The Basic Postulates of Analytical Psychology

“Unveiling the Soul” was Jung’s original title of a talk which his English translators called “The Basic Postulates of Analytical Psychology”. In this essay Jung discusses his soul centred psychology against a historical background of scientific materialism. Jung’s psychology is a reaction to the bleak psychology of his day, which he calls ‘psychology without the soul’. But Jung refused to adopt a romantic or idealistic conception of the soul. For him it is a subject of scientific scrutiny and only a sober attitude can do justice to its complexities, functions and pathologies. He derives the term soul from the Greek psyche, and thus ‘psycho-logy’ literally means ‘the logos or study of the soul’. Jung wants the discipline of psychology to return to this original foundation. He sees no reason, apart from modern prejudice, as to why psychology has taken a turn to reductive materialism. The study of psyche ought be given back its mystery and philosophical depth. 

Professor David Tacey

David is a specialist in Jungian studies and has edited The Jung Reader and co-edited The Idea of the Numinous (London: Routledge). He is the author of sixteen books, including: How to Read Jung, 2009; Jung and the New Age (2000); Remaking Men (1997); Gods and Diseases (2012); Religion as Metaphor (2015); and The Darkening Spirit: Jung, Spirituality, Religion (2013). The Postsecular Sacred: Jung, Soul and Meaning in an Age of Change (2020). 

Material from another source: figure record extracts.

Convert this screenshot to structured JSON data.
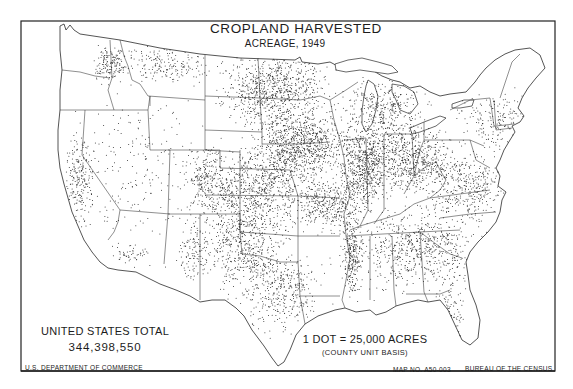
{
  "map": {
    "title": "CROPLAND HARVESTED",
    "subtitle": "ACREAGE, 1949",
    "total_label": "UNITED STATES TOTAL",
    "total_value": "344,398,550",
    "scale_label": "1 DOT = 25,000 ACRES",
    "scale_basis": "(COUNTY UNIT BASIS)",
    "department": "U.S. DEPARTMENT OF COMMERCE",
    "map_number": "MAP NO. A50-003",
    "bureau": "BUREAU OF THE CENSUS",
    "colors": {
      "ink": "#1c1c1c",
      "paper": "#ffffff"
    },
    "density_regions": [
      {
        "name": "corn-belt-iowa",
        "cx": 300,
        "cy": 145,
        "rx": 40,
        "ry": 30,
        "n": 900
      },
      {
        "name": "illinois",
        "cx": 365,
        "cy": 165,
        "rx": 22,
        "ry": 38,
        "n": 650
      },
      {
        "name": "indiana-ohio",
        "cx": 410,
        "cy": 160,
        "rx": 35,
        "ry": 28,
        "n": 600
      },
      {
        "name": "minnesota-dakotas",
        "cx": 275,
        "cy": 90,
        "rx": 45,
        "ry": 32,
        "n": 800
      },
      {
        "name": "nebraska-kansas",
        "cx": 255,
        "cy": 190,
        "rx": 55,
        "ry": 35,
        "n": 850
      },
      {
        "name": "oklahoma-texas-plains",
        "cx": 245,
        "cy": 245,
        "rx": 35,
        "ry": 35,
        "n": 500
      },
      {
        "name": "missouri",
        "cx": 330,
        "cy": 205,
        "rx": 30,
        "ry": 22,
        "n": 350
      },
      {
        "name": "wisconsin-michigan",
        "cx": 385,
        "cy": 110,
        "rx": 35,
        "ry": 25,
        "n": 330
      },
      {
        "name": "mississippi-delta",
        "cx": 352,
        "cy": 255,
        "rx": 8,
        "ry": 35,
        "n": 260
      },
      {
        "name": "southeast",
        "cx": 420,
        "cy": 250,
        "rx": 55,
        "ry": 35,
        "n": 650
      },
      {
        "name": "texas-east",
        "cx": 280,
        "cy": 290,
        "rx": 35,
        "ry": 35,
        "n": 380
      },
      {
        "name": "mid-atlantic",
        "cx": 470,
        "cy": 185,
        "rx": 40,
        "ry": 30,
        "n": 400
      },
      {
        "name": "northeast",
        "cx": 500,
        "cy": 120,
        "rx": 35,
        "ry": 25,
        "n": 200
      },
      {
        "name": "montana-north",
        "cx": 165,
        "cy": 65,
        "rx": 45,
        "ry": 15,
        "n": 200
      },
      {
        "name": "palouse",
        "cx": 110,
        "cy": 65,
        "rx": 15,
        "ry": 15,
        "n": 150
      },
      {
        "name": "california-valley",
        "cx": 80,
        "cy": 180,
        "rx": 12,
        "ry": 40,
        "n": 220
      },
      {
        "name": "colorado-east",
        "cx": 205,
        "cy": 175,
        "rx": 18,
        "ry": 25,
        "n": 160
      },
      {
        "name": "mountain-sparse",
        "cx": 135,
        "cy": 170,
        "rx": 50,
        "ry": 70,
        "n": 180
      },
      {
        "name": "arizona",
        "cx": 130,
        "cy": 255,
        "rx": 15,
        "ry": 10,
        "n": 50
      },
      {
        "name": "new-mexico-east",
        "cx": 195,
        "cy": 250,
        "rx": 15,
        "ry": 25,
        "n": 120
      },
      {
        "name": "florida",
        "cx": 450,
        "cy": 315,
        "rx": 12,
        "ry": 35,
        "n": 130
      }
    ]
  }
}
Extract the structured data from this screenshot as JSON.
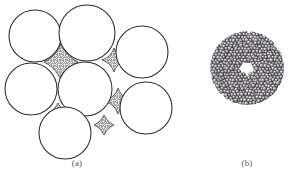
{
  "figure": {
    "background_color": "#ffffff",
    "ink_color": "#2b2a2e",
    "caption_color": "#59565a",
    "fine_particle_color": "#4a484c",
    "fine_particle_highlight": "#f2f1ef",
    "panels": [
      {
        "id": "a",
        "caption": "(a)",
        "caption_x": 77,
        "caption_y": 166,
        "description": "coarse spheres in close packing with fine particles filling interstitial voids",
        "coarse_particles": [
          {
            "cx": 35,
            "cy": 36,
            "r": 26
          },
          {
            "cx": 87,
            "cy": 33,
            "r": 28
          },
          {
            "cx": 142,
            "cy": 52,
            "r": 26
          },
          {
            "cx": 31,
            "cy": 89,
            "r": 26
          },
          {
            "cx": 85,
            "cy": 89,
            "r": 27
          },
          {
            "cx": 146,
            "cy": 108,
            "r": 26
          },
          {
            "cx": 65,
            "cy": 133,
            "r": 26
          }
        ],
        "interstitial_voids": [
          {
            "cx": 61,
            "cy": 62,
            "rx": 17,
            "ry": 18,
            "rot": 0
          },
          {
            "cx": 114,
            "cy": 60,
            "rx": 13,
            "ry": 13,
            "rot": 12
          },
          {
            "cx": 118,
            "cy": 101,
            "rx": 13,
            "ry": 14,
            "rot": -6
          },
          {
            "cx": 58,
            "cy": 113,
            "rx": 11,
            "ry": 11,
            "rot": 18
          },
          {
            "cx": 104,
            "cy": 124,
            "rx": 12,
            "ry": 11,
            "rot": -24
          }
        ]
      },
      {
        "id": "b",
        "caption": "(b)",
        "caption_x": 247,
        "caption_y": 166,
        "description": "single coarse particle fully coated by a dense layer of fine particles",
        "core": {
          "cx": 247,
          "cy": 68,
          "r": 24
        },
        "coating": {
          "cx": 247,
          "cy": 68,
          "inner_r": 12,
          "outer_r": 37
        }
      }
    ]
  }
}
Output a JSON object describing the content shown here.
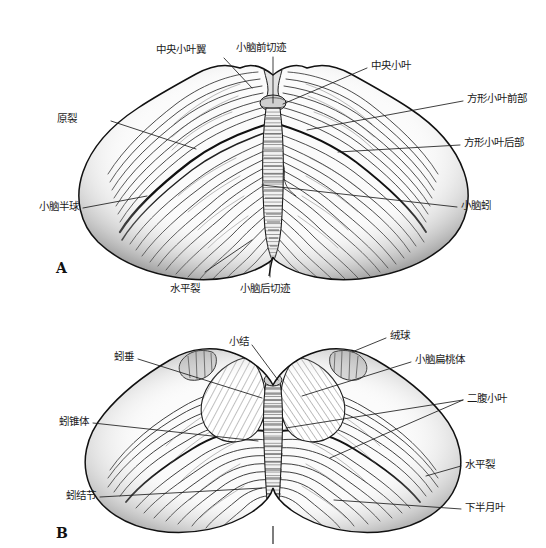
{
  "figure": {
    "panels": [
      {
        "id": "A",
        "letter": "A",
        "view": "小脑上面观",
        "labels": [
          {
            "key": "central_lobule_wing",
            "text": "中央小叶翼",
            "side": "left"
          },
          {
            "key": "anterior_cerebellar_notch",
            "text": "小脑前切迹",
            "side": "top"
          },
          {
            "key": "central_lobule",
            "text": "中央小叶",
            "side": "right"
          },
          {
            "key": "quadrangular_lobule_anterior",
            "text": "方形小叶前部",
            "side": "right"
          },
          {
            "key": "quadrangular_lobule_posterior",
            "text": "方形小叶后部",
            "side": "right"
          },
          {
            "key": "primary_fissure",
            "text": "原裂",
            "side": "left"
          },
          {
            "key": "cerebellar_hemisphere",
            "text": "小脑半球",
            "side": "left"
          },
          {
            "key": "vermis",
            "text": "小脑蚓",
            "side": "right"
          },
          {
            "key": "horizontal_fissure",
            "text": "水平裂",
            "side": "bottom"
          },
          {
            "key": "posterior_cerebellar_notch",
            "text": "小脑后切迹",
            "side": "bottom"
          }
        ]
      },
      {
        "id": "B",
        "letter": "B",
        "view": "小脑下面观",
        "labels": [
          {
            "key": "nodule",
            "text": "小结",
            "side": "top"
          },
          {
            "key": "flocculus",
            "text": "绒球",
            "side": "right"
          },
          {
            "key": "uvula",
            "text": "蚓垂",
            "side": "left"
          },
          {
            "key": "cerebellar_tonsil",
            "text": "小脑扁桃体",
            "side": "right"
          },
          {
            "key": "biventral_lobule",
            "text": "二腹小叶",
            "side": "right"
          },
          {
            "key": "pyramid_of_vermis",
            "text": "蚓锥体",
            "side": "left"
          },
          {
            "key": "horizontal_fissure_b",
            "text": "水平裂",
            "side": "right"
          },
          {
            "key": "tuber_of_vermis",
            "text": "蚓结节",
            "side": "left"
          },
          {
            "key": "inferior_semilunar_lobule",
            "text": "下半月叶",
            "side": "right"
          }
        ]
      }
    ],
    "colors": {
      "ink": "#1d1d1d",
      "label_text": "#1a1a1a",
      "background": "#ffffff",
      "shade_light": "#d8d8d8",
      "shade_mid": "#9a9a9a",
      "shade_dark": "#5a5a5a"
    }
  }
}
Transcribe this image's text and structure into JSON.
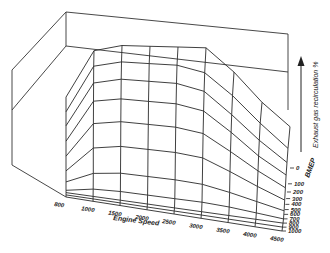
{
  "chart_data": {
    "type": "surface3d",
    "title": "",
    "xlabel": "Engine Speed",
    "ylabel": "BMEP",
    "zlabel": "Exhaust gas recirculation %",
    "x_ticks": [
      "800",
      "1000",
      "1500",
      "2000",
      "2500",
      "3000",
      "3500",
      "4000",
      "4500"
    ],
    "y_ticks": [
      "0",
      "100",
      "200",
      "300",
      "400",
      "500",
      "600",
      "700",
      "800",
      "900",
      "1000"
    ],
    "x": [
      800,
      1000,
      1500,
      2000,
      2500,
      3000,
      3500,
      4000,
      4500
    ],
    "y": [
      0,
      100,
      200,
      300,
      400,
      500,
      600,
      700,
      800,
      900,
      1000
    ],
    "z_relative": [
      [
        0.55,
        0.95,
        1.0,
        1.0,
        1.0,
        1.0,
        0.8,
        0.55,
        0.35
      ],
      [
        0.5,
        0.9,
        0.95,
        0.95,
        0.95,
        0.9,
        0.72,
        0.5,
        0.3
      ],
      [
        0.42,
        0.8,
        0.85,
        0.85,
        0.85,
        0.8,
        0.62,
        0.42,
        0.25
      ],
      [
        0.32,
        0.68,
        0.72,
        0.72,
        0.72,
        0.68,
        0.52,
        0.34,
        0.2
      ],
      [
        0.22,
        0.52,
        0.56,
        0.56,
        0.56,
        0.53,
        0.4,
        0.26,
        0.14
      ],
      [
        0.12,
        0.34,
        0.38,
        0.38,
        0.38,
        0.36,
        0.27,
        0.17,
        0.08
      ],
      [
        0.05,
        0.15,
        0.18,
        0.18,
        0.18,
        0.17,
        0.13,
        0.08,
        0.03
      ],
      [
        0.0,
        0.04,
        0.05,
        0.05,
        0.05,
        0.05,
        0.04,
        0.02,
        0.0
      ],
      [
        0.0,
        0.0,
        0.0,
        0.0,
        0.0,
        0.0,
        0.0,
        0.0,
        0.0
      ],
      [
        0.0,
        0.0,
        0.0,
        0.0,
        0.0,
        0.0,
        0.0,
        0.0,
        0.0
      ],
      [
        0.0,
        0.0,
        0.0,
        0.0,
        0.0,
        0.0,
        0.0,
        0.0,
        0.0
      ]
    ],
    "grid": true,
    "legend": null
  }
}
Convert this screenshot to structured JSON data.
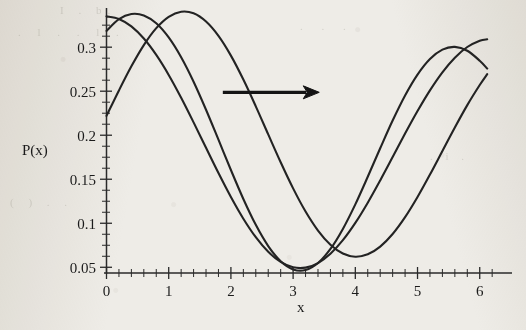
{
  "figure": {
    "background_color": "#eeece7",
    "ink_color": "#232323",
    "axis_label_x": "x",
    "axis_label_y": "P(x)",
    "annotation_arrow": {
      "name": "rightward-shift-arrow",
      "direction": "right",
      "x_start_data": 1.87,
      "x_end_data": 3.42,
      "y_data": 0.2487
    }
  },
  "chart_data": {
    "type": "line",
    "title": "",
    "xlabel": "x",
    "ylabel": "P(x)",
    "xlim": [
      0,
      6.35
    ],
    "ylim": [
      0.0435,
      0.3445
    ],
    "grid": false,
    "legend": "none",
    "xticks": [
      0,
      1,
      2,
      3,
      4,
      5,
      6
    ],
    "xticklabels": [
      "0",
      "1",
      "2",
      "3",
      "4",
      "5",
      "6"
    ],
    "x_minor_tick_step": 0.2,
    "yticks": [
      0.05,
      0.1,
      0.15,
      0.2,
      0.25,
      0.3
    ],
    "yticklabels": [
      "0.05",
      "0.1",
      "0.15",
      "0.2",
      "0.25",
      "0.3"
    ],
    "y_minor_tick_step": 0.0125,
    "series": [
      {
        "name": "curve-1",
        "phase_shift": 0.0,
        "peak_x": 0.0,
        "peak_y": 0.335,
        "min_x": 3.38,
        "min_y": 0.0495,
        "start_point": [
          0.0,
          0.335
        ],
        "end_point": [
          6.12,
          0.221
        ],
        "points_x": [
          0.0,
          0.2,
          0.4,
          0.6,
          0.8,
          1.0,
          1.2,
          1.4,
          1.6,
          1.8,
          2.0,
          2.2,
          2.4,
          2.6,
          2.8,
          3.0,
          3.2,
          3.4,
          3.6,
          3.8,
          4.0,
          4.2,
          4.4,
          4.6,
          4.8,
          5.0,
          5.2,
          5.4,
          5.6,
          5.8,
          6.0,
          6.12
        ],
        "points_y": [
          0.335,
          0.3321,
          0.3236,
          0.3098,
          0.2912,
          0.2685,
          0.2426,
          0.2146,
          0.1857,
          0.157,
          0.1298,
          0.1052,
          0.0842,
          0.0676,
          0.0561,
          0.05,
          0.0496,
          0.0548,
          0.0654,
          0.0808,
          0.1004,
          0.1234,
          0.1487,
          0.1752,
          0.2019,
          0.2275,
          0.251,
          0.2715,
          0.2881,
          0.3002,
          0.3074,
          0.3089
        ]
      },
      {
        "name": "curve-2",
        "phase_shift": 0.47,
        "peak_x": 0.47,
        "peak_y": 0.338,
        "min_x": 3.62,
        "min_y": 0.0495,
        "start_point": [
          0.0,
          0.3185
        ],
        "end_point": [
          6.12,
          0.2832
        ],
        "points_x": [
          0.0,
          0.2,
          0.4,
          0.6,
          0.8,
          1.0,
          1.2,
          1.4,
          1.6,
          1.8,
          2.0,
          2.2,
          2.4,
          2.6,
          2.8,
          3.0,
          3.2,
          3.4,
          3.6,
          3.8,
          4.0,
          4.2,
          4.4,
          4.6,
          4.8,
          5.0,
          5.2,
          5.4,
          5.6,
          5.8,
          6.0,
          6.12
        ],
        "points_y": [
          0.3185,
          0.3318,
          0.3377,
          0.3361,
          0.3271,
          0.311,
          0.2885,
          0.2607,
          0.2289,
          0.1949,
          0.1605,
          0.1276,
          0.0982,
          0.0741,
          0.0569,
          0.0476,
          0.0469,
          0.0549,
          0.0708,
          0.0936,
          0.1215,
          0.1528,
          0.1852,
          0.2167,
          0.2452,
          0.2689,
          0.2866,
          0.2972,
          0.3003,
          0.2959,
          0.2846,
          0.2757
        ]
      },
      {
        "name": "curve-3",
        "phase_shift": 1.08,
        "peak_x": 1.08,
        "peak_y": 0.3385,
        "min_x": 3.9,
        "min_y": 0.0497,
        "start_point": [
          0.0,
          0.222
        ],
        "end_point": [
          6.12,
          0.3356
        ],
        "points_x": [
          0.0,
          0.2,
          0.4,
          0.6,
          0.8,
          1.0,
          1.2,
          1.4,
          1.6,
          1.8,
          2.0,
          2.2,
          2.4,
          2.6,
          2.8,
          3.0,
          3.2,
          3.4,
          3.6,
          3.8,
          4.0,
          4.2,
          4.4,
          4.6,
          4.8,
          5.0,
          5.2,
          5.4,
          5.6,
          5.8,
          6.0,
          6.12
        ],
        "points_y": [
          0.222,
          0.2509,
          0.2783,
          0.3024,
          0.3216,
          0.3345,
          0.3403,
          0.3385,
          0.3291,
          0.3128,
          0.2904,
          0.2632,
          0.2328,
          0.2009,
          0.1693,
          0.1396,
          0.1133,
          0.0917,
          0.0756,
          0.0656,
          0.062,
          0.0647,
          0.0735,
          0.0878,
          0.1069,
          0.1298,
          0.1553,
          0.1821,
          0.2088,
          0.2342,
          0.257,
          0.2693
        ]
      }
    ]
  }
}
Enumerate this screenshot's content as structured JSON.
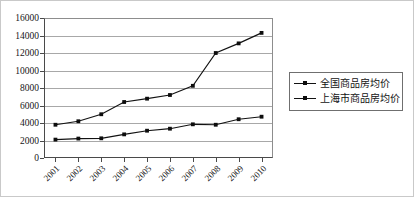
{
  "chart_data": {
    "type": "line",
    "title": "",
    "subtitle": "",
    "xlabel": "",
    "ylabel": "",
    "categories": [
      "2001",
      "2002",
      "2003",
      "2004",
      "2005",
      "2006",
      "2007",
      "2008",
      "2009",
      "2010"
    ],
    "ylim": [
      0,
      16000
    ],
    "ytick_values": [
      0,
      2000,
      4000,
      6000,
      8000,
      10000,
      12000,
      14000,
      16000
    ],
    "ytick_labels": [
      "0",
      "2000",
      "4000",
      "6000",
      "8000",
      "10000",
      "12000",
      "14000",
      "16000"
    ],
    "grid": true,
    "grid_axis": "y",
    "legend_position": "right",
    "series": [
      {
        "name": "全国商品房均价",
        "marker": "square",
        "color": "#121212",
        "values": [
          2100,
          2220,
          2250,
          2700,
          3120,
          3350,
          3850,
          3800,
          4430,
          4720
        ]
      },
      {
        "name": "上海市商品房均价",
        "marker": "square",
        "color": "#121212",
        "values": [
          3800,
          4200,
          5000,
          6400,
          6780,
          7200,
          8250,
          12000,
          13100,
          14300
        ]
      }
    ]
  },
  "legend": {
    "items": [
      {
        "label": "全国商品房均价"
      },
      {
        "label": "上海市商品房均价"
      }
    ]
  }
}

David’s writing and research have been influenced by classical and archetypal traditions of Jungian psychology. He conducted postdoctoral work with James Hillman in Dallas. He taught courses at the summer school of the Swiss Jung Institute from 2001 to 2010.  His books are published internationally and have been translated into Chinese, Korean, Spanish, Turkish, Portuguese and French. He is Emeritus Professor of Humanities at La Trobe University, Melbourne, where he taught Jung’s Cultural Psychology across three decades.